You shouldn't need to touch the sampling settings without a good reason. Maybe hit me up in the comments first if you're feeling the urge to touch those. :) A keen-eyed reader might notice that a range of 9,007,199,254,740,992 is not the Uint64 in the PowerShell. That's because the real limit in the code is 9PiB, not the 184,467,440,737,095,551,615 bytes of a UInt64 value we had to set in the Posh.

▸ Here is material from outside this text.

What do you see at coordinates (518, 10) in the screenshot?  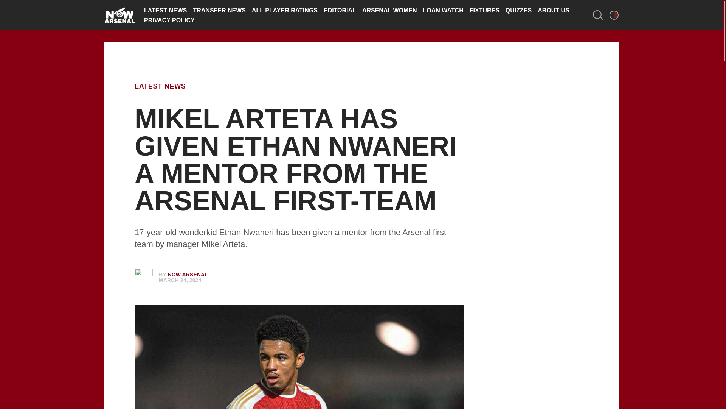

If you've got individual files bigger than 9 petabytes, I would love to hear your story, regardless! 

 

These values are stored in the registry under: 

 

HKEY_LOCAL_MACHINE\SOFTWARE\Microsoft\Windows\LanmanWorkstation\parameters

Name

Type

Default

Bounds

PS interface (Set-SmbClientConfiguration)

EnableCompressedTraffic

REG_DWORD

0

0 or 1

RequestCompression

DisableCompression

REG_DWORD

0

0 or 1

DisableCompression 

EnableCompressibilitySampling

REG_DWORD

0

0 or 1

EnableCompressibilitySampling 

CompressibilitySamplingSize

REG_QWORD

0

0 to 8 PiB

CompressibilitySamplingSize

CompressibleThreshold

REG_QWORD

0

0 to 8 PiB

CompressibleThreshold

 

PowerShell for SMB Server

 

 Set-SmbServerConfiguration [-DisableCompression <bool>] [-RequestCompression <bool>] 

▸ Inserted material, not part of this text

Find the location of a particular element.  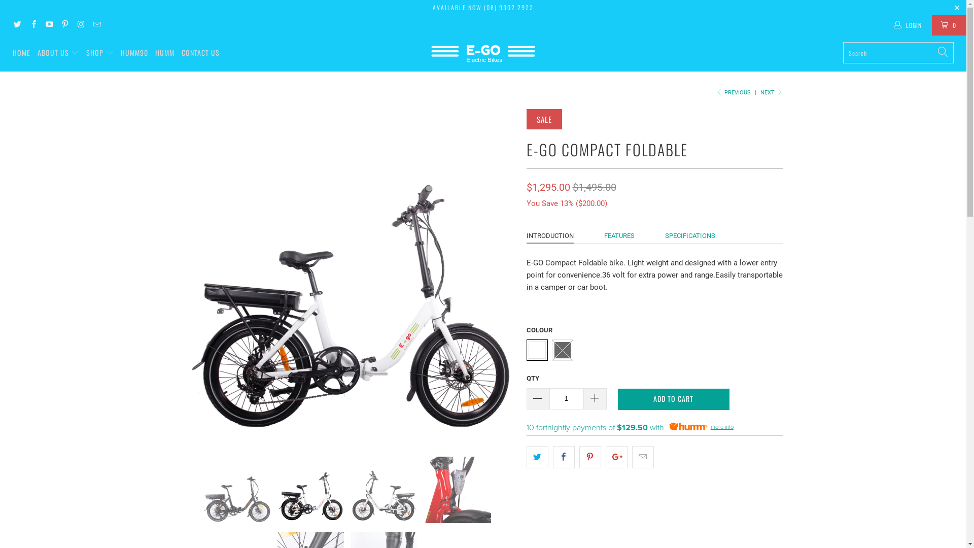

E-GO Electric Bikes is located at coordinates (483, 54).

-DisableCompression $true or $False - never compress even if client requested 
-RequestCompression $true or $false - always request compression even if client didn't specify it

 

These values are stored in the registry under: 

 

HKEY_LOCAL_MACHINE\SOFTWARE\Microsoft\Windows\LanmanServer\parameters

 

Name

Type

Default

Bounds

PS interface (Set-SmbServerConfiguration)

EnableCompressedTraffic

REG_DWORD

0

0 or 1

RequestCompression

DisableCompression

REG_DWORD

0

0 or 1

DisableCompression 

 

I'm updating SMB Compression | Microsoft Docs & PowerShell Help to cover all this too, don't worry. 

 

You should get huge benefits from SMB Compression in many day-to-day operations, it's a time saving, bandwidth saving, and - now- very easy to use feature. More improvements are coming, this isn't the end.